Daniel and his wife Jamie and son Liam

[This post is part of the “Non Conventional Places A.P.E. Giftings Show Up” series. Read the rest of the posts here!]

This is a guest post by Daniel Hawthorn. He lives in the San Francisco bay area with his wife Jamie and son Liam.  He works as a software engineer and is the founder of eduschedu.com, a small education technology company serving students and teachers in K-12 schools.  He carries a strong vision for incarnating Christ in business by releasing believers to express the fulness of Kingdom life and creativity in the workplace. He thoroughly enjoys any conversation that involves the cross section of education, technology, and the Kingdom, and in the early evenings can usually be found on a run with his toddler and trusty jogging stroller.

I am a teacher-slash-software engineer-slash-entrepreneur with an apostolic call to the marketplace.  An ‘A’ with regards to the A.P.E. acronym and called to the marketplace.

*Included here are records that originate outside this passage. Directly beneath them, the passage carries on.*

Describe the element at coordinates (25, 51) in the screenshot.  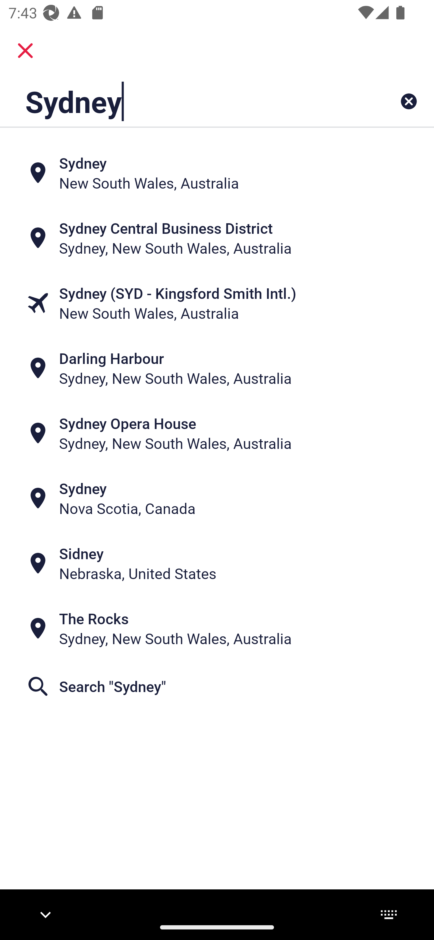
I see `close.` at that location.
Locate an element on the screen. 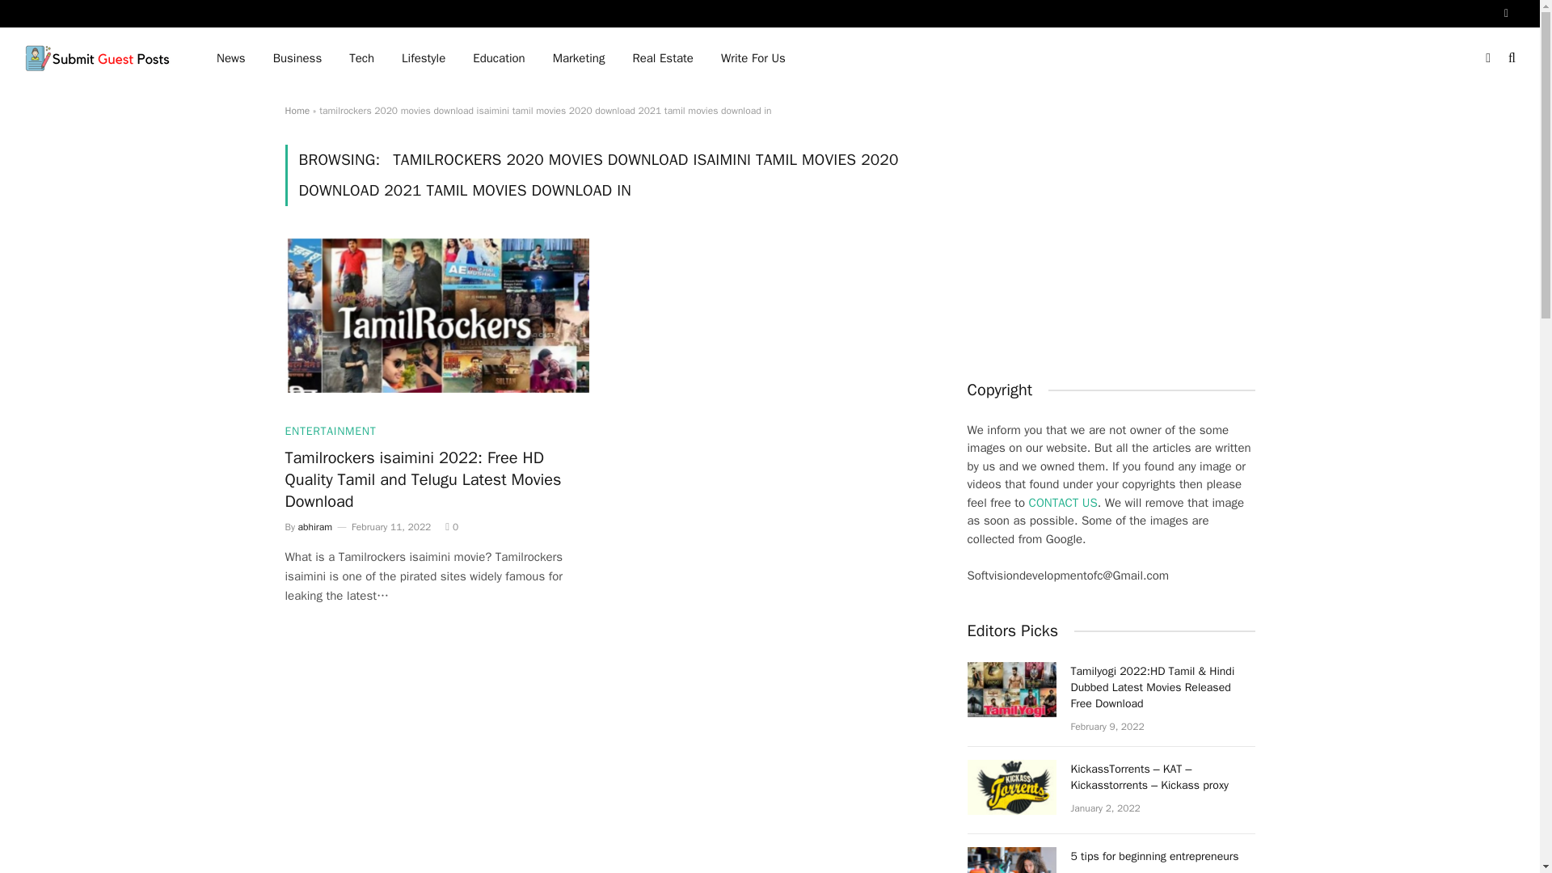 This screenshot has width=1552, height=873. News is located at coordinates (231, 58).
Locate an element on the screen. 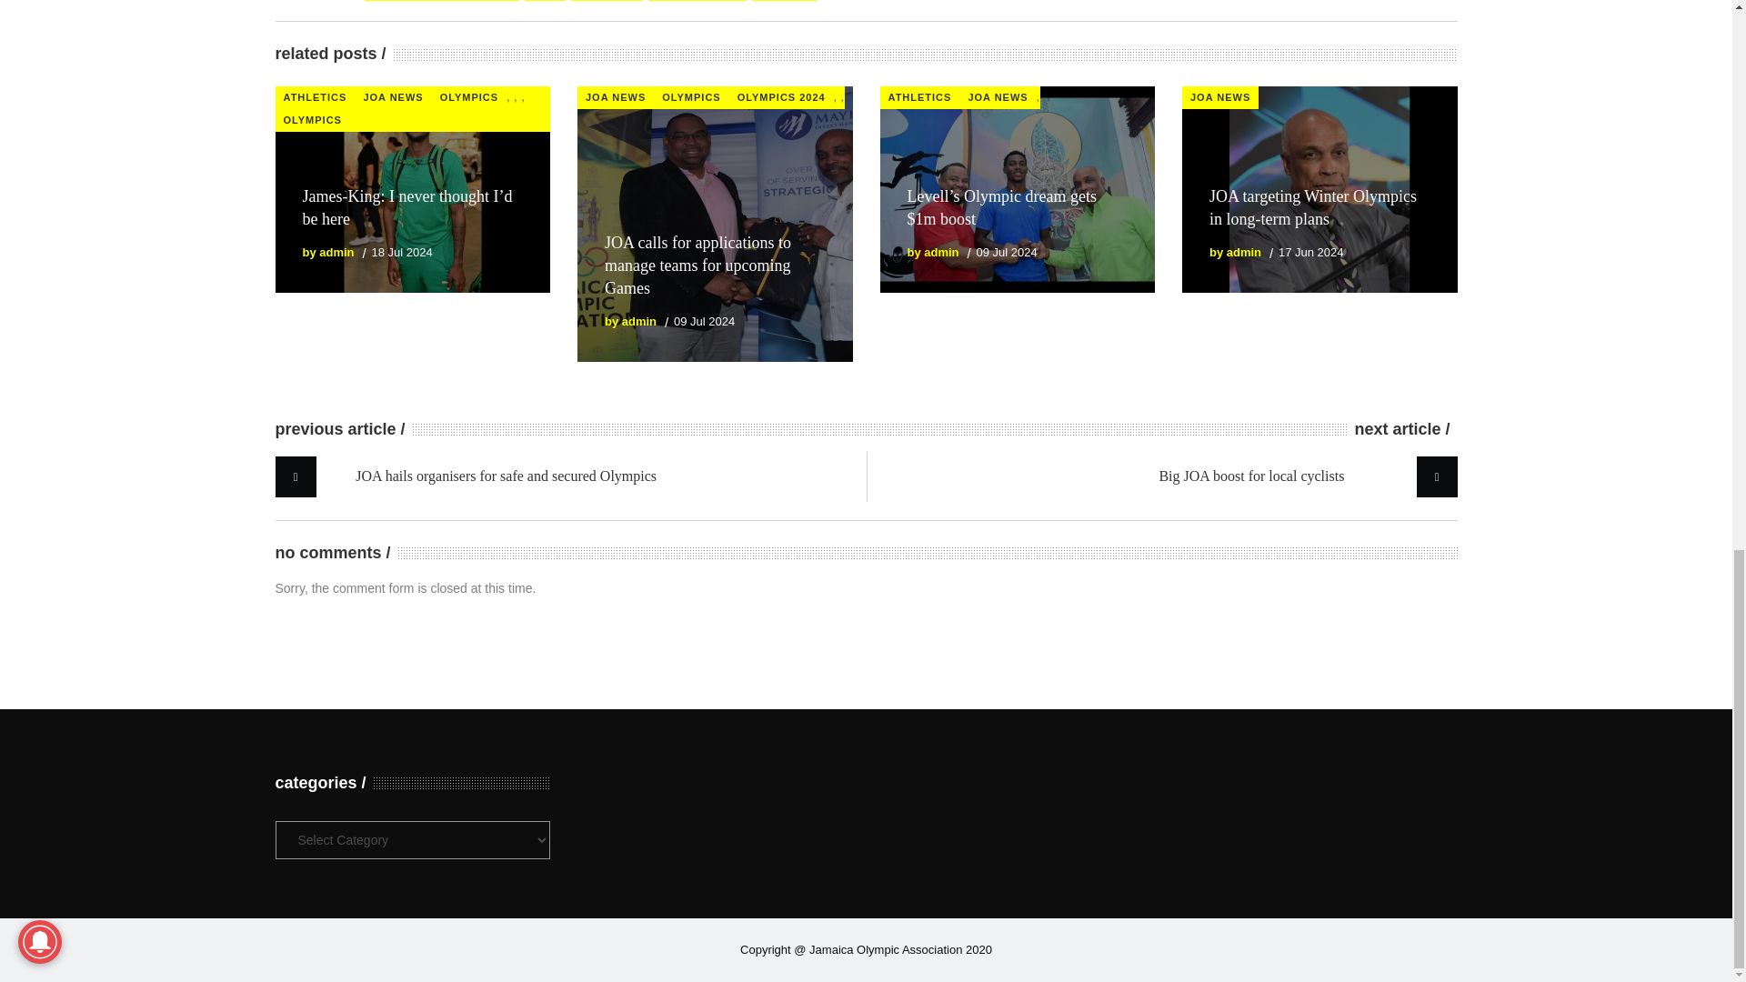  18 Jul 2024 is located at coordinates (400, 253).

Yeah, it’s a mouthful, and it can be tough to explain what this means to people.  I feel like the Church has traditionally had a very limited understanding of what it means to bring the Kingdom to business and the marketplace, and so many of us have no grid for what it means to be an apostolic entrepreneur.  Let me put it this way: bringing the order of the Kingdom into the marketplace through business means a whole lot more than reading your Bible during lunch and telling your coworkers you are a Christian!  That may be a tough one to wrap your head around, and it’s been a journey for me as well.

I have spent many years in churches feeling deeply misunderstood.  I could almost describe it as  constrained.  I am only beginning to understand what it means to carry an apostolic call, but as I begin to step into this role it is the most exciting, terrifying, thrilling, and alive way I could imagine to live my life.

A Frustrated Leader

Let me take you back.  For years, I have carried a deep burden to see and experience what I read in the Bible in my day-to-day life.  But I also found myself frustrated.  I often said, “Lord, there must be more!”  I loved (and still love!) the churches I attended.  But as I joined various ministries or participated in leadership teams, I always felt like a piece of me just didn’t fit.  I wanted to see Christ impact every aspect of my life and the lives of people around me – the people who I would never see next to me in the pews on Sundays.

Looking back, I understand this was the apostolic call tapping me on the shoulder.